How GOV.UK Forms works

GOV.UK Forms is a new platform that makes it easy to create accessible online forms for GOV.UK. It’s currently in development with selected government partners.

If you’re interested in using GOV.UK Forms, you can register to get a notification when it's available for all of central government.

Creating a form using GOV.UK Forms

You need to be given access to GOV.UK Forms to use it. In this early stage of development, we’re only working with a limited number of government teams.

These are the steps to make a form with GOV.UK Forms.

  1. Create a form and give the form a name.
  2. Add questions to your form to collect the information you need.
  3. Provide privacy information, the email address you want completed forms to be sent to, and details about what will happen after a form is submitted.
  4. Make the form live.
  5. Publish a link to the form on GOV.UK along with any guidance people need to read before they complete the form.
  6. When people complete and submit the form, the information they enter will be sent in the body of an email to the email address you specified.

Features available now

During this early phase of development, we’re focusing on the simplest and most commonly needed form features first.

Create questions

You can create questions to ask for:

  • a person’s name
  • an organisation’s name
  • a phone number
  • an email address
  • a UK or international address
  • a National Insurance number
  • a date
  • a number
  • a selection of one or more answers from a list of options
  • a short or long text answer

You can also:

  • add a hint to a question to help people answer it
  • make a question optional

Help people answer questions accurately and easily

When people complete a form, their responses will be validated to make sure they’re in the correct format. For example, a question asking for an email address will only accept an answer in the format of an email address.

For questions that ask for certain types of personal information (such as a name, address or date of birth) the input field will be encoded so people can use their browser or assistive technology to answer more easily. For example, by completing the field with information saved in their browser.

Forms use GOV.UK Design System styles, components and patterns

Using these tested and accessible designs means you do not have to worry about the visual and interface design of your forms. And they’ll automatically look consistent with GOV.UK.

Provide privacy information

To comply with the UK General Data Protection Regulation (UK GDPR), you’ll need to provide a link to privacy information for the people who’ll enter their data into your form.

The privacy information needs to include your purposes for collecting the data, and how you'll manage the data. You may already publish this information, for example in a privacy notice or personal information charter.

A link to the privacy information will be added to the footer of your form.

Set the email address for completed forms

Each form needs an email address to be set for completed forms to be sent to when they’re submitted. Data from completed forms will be sent to this email address in the body of an email.

People can check their answers before they submit a form

People will be shown a summary page when they have answered all the questions in a form. They will be able to review and check their answers before they submit the form. This will help to avoid errors or missing information.

Add a declaration for people to agree to

You can add a declaration that people must confirm they understand and agree to before they submit their completed form.

You might want to add a declaration if, for example, you need people to confirm they have provided accurate information, or that they understand the consequences of providing false information.

Tell people what will happen next

Content you add about what will happen after the form is submitted will be shown on a confirmation page when someone submits a form. This will help to set their expectations and avoid unnecessary contact.

Provide contact information for people to get help

You must provide at least one way for people to get help if they get stuck while filling in your form. It can be an email address, phone number or a link to online help.

The contact information will be displayed at the bottom of every page of the form. This will help people to use your form successfully, and will let you know if there are any problems with your form.

Prepare changes to a live form in a draft

You can make a draft version of a live form so you can prepare changes to it. This means you can share the new draft for review before you make the changes live. It also minimises disruption to people who might be filling in the form when you update it.

Features we’re working on next

These are the features we’re working on now and next:

  • Simple logic to skip questions based on a response
  • User management and permissions to control what users can and cannot do
  • Adding longer guidance for more complex questions
  • Asking a question multiple times - for example to collect a history of home addresses
  • The ability for people to create an account and trial the product

Updates

We’re still in the early stages of development so our plans may change. We’ll update this page when this happens and add more detail when we can.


▶ **AIM OF THE EXERCISE**
A copy is needed of each line in the records that has the word "Suspended".

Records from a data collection
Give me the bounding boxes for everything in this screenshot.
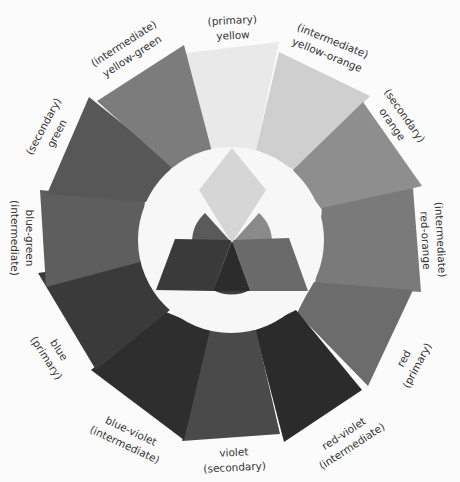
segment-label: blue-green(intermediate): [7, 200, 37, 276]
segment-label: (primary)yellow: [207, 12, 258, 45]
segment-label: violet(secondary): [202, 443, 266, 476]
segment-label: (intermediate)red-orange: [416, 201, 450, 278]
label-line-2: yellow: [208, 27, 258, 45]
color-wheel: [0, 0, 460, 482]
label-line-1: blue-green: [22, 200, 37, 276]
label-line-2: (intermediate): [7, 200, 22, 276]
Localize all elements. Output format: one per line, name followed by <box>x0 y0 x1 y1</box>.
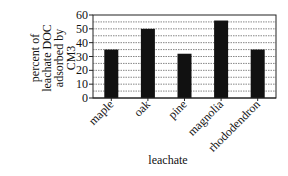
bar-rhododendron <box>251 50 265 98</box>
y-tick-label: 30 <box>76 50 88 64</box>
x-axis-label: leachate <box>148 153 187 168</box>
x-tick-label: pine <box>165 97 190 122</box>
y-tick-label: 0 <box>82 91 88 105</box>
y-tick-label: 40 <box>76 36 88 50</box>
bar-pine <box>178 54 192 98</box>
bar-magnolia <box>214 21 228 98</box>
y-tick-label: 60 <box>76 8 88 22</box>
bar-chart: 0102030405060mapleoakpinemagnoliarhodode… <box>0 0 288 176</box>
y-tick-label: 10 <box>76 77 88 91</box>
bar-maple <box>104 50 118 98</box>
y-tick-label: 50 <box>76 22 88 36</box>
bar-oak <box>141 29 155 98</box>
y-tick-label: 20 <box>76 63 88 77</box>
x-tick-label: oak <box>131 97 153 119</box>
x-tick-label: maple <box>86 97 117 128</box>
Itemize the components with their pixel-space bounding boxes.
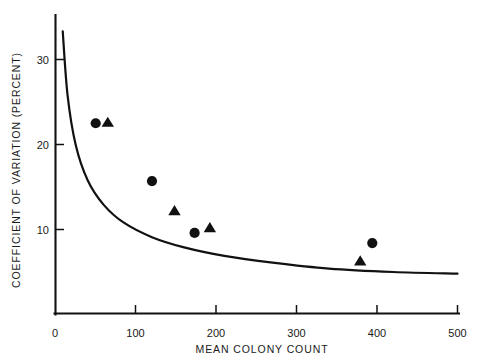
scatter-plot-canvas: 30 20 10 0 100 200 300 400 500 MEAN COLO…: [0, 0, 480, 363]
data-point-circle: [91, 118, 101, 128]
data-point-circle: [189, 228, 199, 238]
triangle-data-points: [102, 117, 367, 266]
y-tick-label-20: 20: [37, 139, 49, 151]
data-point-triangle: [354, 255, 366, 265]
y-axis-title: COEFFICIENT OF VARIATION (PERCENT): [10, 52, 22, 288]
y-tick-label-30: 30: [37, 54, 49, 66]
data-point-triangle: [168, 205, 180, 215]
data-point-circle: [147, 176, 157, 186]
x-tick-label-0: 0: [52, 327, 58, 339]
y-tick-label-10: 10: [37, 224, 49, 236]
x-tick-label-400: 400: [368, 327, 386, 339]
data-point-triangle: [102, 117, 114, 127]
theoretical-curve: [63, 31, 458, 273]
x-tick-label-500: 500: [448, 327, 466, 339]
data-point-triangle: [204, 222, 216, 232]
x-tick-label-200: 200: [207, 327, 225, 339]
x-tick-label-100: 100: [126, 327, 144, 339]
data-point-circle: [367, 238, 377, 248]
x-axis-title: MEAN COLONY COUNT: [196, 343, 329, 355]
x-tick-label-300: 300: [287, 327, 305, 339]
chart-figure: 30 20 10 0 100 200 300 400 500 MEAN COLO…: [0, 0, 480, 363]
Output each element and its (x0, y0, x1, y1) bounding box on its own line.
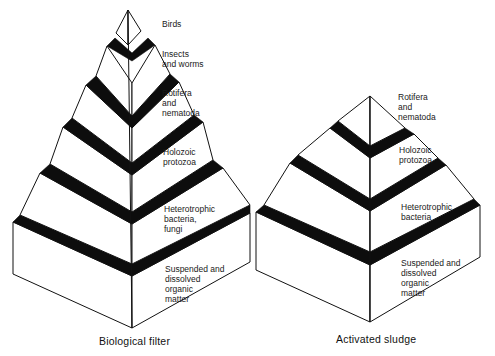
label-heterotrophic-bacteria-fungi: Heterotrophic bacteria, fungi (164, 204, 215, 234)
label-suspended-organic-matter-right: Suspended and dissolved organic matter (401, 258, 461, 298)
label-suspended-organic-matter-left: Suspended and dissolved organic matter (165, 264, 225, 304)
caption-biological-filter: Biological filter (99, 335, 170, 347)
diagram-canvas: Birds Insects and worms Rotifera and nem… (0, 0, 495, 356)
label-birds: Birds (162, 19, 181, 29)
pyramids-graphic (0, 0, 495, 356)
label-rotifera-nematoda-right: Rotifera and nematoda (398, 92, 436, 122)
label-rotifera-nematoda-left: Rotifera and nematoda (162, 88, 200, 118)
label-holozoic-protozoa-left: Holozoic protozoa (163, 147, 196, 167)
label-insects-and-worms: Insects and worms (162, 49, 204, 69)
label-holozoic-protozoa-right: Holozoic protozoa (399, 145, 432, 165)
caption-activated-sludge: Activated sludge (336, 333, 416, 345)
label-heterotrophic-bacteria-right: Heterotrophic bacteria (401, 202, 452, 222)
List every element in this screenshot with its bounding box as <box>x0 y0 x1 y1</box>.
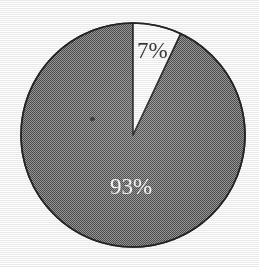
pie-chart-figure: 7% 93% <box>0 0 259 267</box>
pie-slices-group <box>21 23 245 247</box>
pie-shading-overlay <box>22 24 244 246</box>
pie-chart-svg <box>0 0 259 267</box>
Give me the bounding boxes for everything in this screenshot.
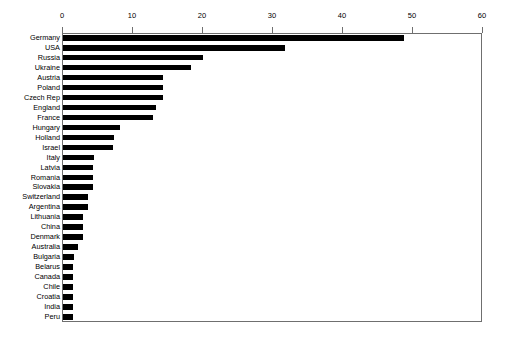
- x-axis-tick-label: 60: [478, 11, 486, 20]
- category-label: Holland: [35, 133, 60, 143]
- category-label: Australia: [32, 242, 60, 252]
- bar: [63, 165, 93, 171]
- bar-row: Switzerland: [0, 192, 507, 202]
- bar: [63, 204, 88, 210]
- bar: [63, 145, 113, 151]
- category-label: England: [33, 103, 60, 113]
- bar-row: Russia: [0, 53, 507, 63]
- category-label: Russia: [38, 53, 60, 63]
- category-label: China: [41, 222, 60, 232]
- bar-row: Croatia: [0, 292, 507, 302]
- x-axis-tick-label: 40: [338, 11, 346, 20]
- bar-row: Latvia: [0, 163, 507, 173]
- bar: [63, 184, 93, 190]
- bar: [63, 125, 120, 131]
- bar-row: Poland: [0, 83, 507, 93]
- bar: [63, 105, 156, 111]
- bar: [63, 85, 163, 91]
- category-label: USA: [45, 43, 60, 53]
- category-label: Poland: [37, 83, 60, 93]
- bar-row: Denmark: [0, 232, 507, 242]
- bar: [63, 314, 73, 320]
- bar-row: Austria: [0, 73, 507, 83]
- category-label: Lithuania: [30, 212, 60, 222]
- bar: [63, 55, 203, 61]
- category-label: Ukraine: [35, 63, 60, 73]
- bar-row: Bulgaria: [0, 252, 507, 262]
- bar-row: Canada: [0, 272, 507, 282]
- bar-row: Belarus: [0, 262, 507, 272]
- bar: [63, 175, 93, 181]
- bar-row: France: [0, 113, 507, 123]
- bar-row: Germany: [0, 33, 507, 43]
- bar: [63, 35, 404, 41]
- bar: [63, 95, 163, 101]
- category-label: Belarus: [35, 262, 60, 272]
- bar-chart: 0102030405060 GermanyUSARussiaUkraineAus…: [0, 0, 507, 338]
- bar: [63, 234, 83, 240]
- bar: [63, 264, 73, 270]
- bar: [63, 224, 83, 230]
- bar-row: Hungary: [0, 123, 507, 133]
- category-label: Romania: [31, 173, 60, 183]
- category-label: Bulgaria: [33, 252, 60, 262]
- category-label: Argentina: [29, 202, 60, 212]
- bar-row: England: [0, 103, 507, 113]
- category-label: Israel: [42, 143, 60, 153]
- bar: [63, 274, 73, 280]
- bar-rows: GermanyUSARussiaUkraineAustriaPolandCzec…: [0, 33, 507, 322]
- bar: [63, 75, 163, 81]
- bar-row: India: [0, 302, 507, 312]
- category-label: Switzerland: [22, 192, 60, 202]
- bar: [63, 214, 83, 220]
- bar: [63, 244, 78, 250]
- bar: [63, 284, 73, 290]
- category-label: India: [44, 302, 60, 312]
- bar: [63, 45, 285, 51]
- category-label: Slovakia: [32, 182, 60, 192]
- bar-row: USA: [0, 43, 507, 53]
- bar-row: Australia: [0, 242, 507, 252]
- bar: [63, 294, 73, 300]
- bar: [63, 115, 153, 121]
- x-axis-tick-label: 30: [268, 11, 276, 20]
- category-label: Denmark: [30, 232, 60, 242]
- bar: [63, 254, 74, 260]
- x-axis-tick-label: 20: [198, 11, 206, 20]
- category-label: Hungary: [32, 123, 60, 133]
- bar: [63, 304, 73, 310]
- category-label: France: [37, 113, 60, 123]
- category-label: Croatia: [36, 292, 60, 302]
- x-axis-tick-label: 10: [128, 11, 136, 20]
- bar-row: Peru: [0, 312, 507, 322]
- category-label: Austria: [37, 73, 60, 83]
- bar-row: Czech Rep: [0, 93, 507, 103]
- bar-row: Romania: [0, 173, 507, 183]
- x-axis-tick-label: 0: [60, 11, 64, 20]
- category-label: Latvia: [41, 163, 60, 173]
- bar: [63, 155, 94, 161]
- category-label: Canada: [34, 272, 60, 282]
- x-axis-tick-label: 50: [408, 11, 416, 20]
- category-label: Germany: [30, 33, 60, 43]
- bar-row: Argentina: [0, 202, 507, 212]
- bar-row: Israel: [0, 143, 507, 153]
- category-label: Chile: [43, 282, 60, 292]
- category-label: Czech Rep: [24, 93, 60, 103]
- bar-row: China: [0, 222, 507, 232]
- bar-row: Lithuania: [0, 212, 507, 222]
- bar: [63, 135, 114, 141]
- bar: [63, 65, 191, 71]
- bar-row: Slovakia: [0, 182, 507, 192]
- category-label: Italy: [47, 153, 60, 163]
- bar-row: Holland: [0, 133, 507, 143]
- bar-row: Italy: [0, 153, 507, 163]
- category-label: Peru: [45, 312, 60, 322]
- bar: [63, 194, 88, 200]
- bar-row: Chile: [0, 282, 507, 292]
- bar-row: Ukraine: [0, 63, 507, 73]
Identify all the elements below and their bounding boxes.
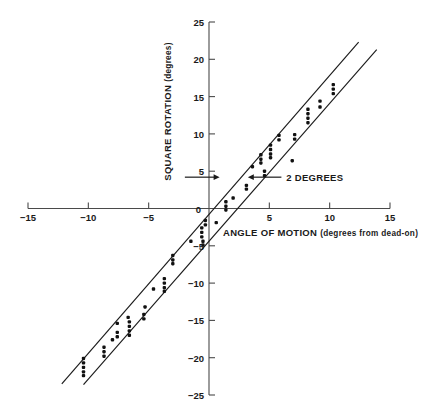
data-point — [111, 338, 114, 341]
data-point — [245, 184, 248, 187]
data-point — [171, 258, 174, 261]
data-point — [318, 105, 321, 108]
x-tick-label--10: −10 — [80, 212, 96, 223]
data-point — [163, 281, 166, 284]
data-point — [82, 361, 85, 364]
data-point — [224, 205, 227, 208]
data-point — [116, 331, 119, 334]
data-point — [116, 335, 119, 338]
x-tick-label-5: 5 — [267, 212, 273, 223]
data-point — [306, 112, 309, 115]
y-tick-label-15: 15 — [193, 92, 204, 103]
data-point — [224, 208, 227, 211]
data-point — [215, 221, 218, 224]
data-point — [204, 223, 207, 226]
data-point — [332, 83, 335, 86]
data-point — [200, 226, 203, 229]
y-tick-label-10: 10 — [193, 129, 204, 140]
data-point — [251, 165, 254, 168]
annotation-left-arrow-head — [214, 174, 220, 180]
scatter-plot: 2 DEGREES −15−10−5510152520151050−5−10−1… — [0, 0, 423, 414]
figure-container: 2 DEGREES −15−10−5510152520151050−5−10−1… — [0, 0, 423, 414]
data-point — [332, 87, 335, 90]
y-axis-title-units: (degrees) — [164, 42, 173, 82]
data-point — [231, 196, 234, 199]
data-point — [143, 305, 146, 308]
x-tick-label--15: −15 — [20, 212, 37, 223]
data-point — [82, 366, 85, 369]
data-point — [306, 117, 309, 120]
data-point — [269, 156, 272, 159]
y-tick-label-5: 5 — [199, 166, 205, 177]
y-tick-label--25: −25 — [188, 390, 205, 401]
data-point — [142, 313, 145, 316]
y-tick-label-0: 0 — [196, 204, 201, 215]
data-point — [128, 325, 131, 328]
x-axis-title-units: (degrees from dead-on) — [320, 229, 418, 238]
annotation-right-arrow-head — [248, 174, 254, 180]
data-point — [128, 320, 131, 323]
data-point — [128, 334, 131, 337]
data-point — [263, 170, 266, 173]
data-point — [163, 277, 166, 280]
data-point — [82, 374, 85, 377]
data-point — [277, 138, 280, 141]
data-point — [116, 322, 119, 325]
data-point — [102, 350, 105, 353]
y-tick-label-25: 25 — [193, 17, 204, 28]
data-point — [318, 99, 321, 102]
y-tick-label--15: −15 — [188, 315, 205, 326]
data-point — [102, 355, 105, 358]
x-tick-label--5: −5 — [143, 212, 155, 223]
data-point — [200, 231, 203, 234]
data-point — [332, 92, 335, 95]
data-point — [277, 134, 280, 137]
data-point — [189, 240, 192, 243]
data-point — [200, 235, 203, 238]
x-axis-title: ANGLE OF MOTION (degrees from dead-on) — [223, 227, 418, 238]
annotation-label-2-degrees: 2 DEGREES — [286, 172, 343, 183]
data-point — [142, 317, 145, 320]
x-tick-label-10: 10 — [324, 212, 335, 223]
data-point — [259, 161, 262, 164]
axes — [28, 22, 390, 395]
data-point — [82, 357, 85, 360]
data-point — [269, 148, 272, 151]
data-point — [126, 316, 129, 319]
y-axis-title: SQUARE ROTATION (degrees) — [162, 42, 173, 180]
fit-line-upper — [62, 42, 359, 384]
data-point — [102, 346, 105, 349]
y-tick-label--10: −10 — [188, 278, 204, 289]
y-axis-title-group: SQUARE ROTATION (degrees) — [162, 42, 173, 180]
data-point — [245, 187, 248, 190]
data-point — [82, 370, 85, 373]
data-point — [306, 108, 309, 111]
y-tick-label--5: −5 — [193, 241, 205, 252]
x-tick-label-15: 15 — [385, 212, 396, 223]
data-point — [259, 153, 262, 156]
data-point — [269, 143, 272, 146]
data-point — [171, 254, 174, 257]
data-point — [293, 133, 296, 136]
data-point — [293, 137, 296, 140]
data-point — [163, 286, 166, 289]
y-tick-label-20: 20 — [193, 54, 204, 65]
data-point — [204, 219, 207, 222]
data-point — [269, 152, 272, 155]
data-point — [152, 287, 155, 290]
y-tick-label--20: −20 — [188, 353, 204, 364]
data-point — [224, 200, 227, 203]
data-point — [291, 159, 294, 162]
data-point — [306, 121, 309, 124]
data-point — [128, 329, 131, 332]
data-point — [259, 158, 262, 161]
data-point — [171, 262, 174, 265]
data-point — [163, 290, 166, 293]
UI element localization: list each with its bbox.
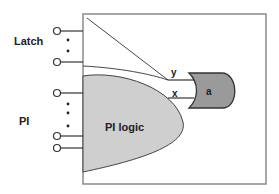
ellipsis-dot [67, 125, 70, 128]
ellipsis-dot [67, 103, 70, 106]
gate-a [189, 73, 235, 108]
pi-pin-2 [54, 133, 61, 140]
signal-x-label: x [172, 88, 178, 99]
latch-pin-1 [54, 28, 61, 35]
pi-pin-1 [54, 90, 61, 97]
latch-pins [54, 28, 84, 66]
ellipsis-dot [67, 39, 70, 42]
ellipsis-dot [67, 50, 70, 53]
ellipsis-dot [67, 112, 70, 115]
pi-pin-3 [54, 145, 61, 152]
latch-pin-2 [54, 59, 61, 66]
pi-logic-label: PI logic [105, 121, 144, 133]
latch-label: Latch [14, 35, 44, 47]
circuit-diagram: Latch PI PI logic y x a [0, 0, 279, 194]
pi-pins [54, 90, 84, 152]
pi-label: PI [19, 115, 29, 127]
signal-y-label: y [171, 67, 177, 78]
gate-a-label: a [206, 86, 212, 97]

▶ **RESULT**
label-suspended-organic-matter-right: Suspended and dissolved organic matter (401, 258, 461, 298)
label-suspended-organic-matter-left: Suspended and dissolved organic matter (165, 264, 225, 304)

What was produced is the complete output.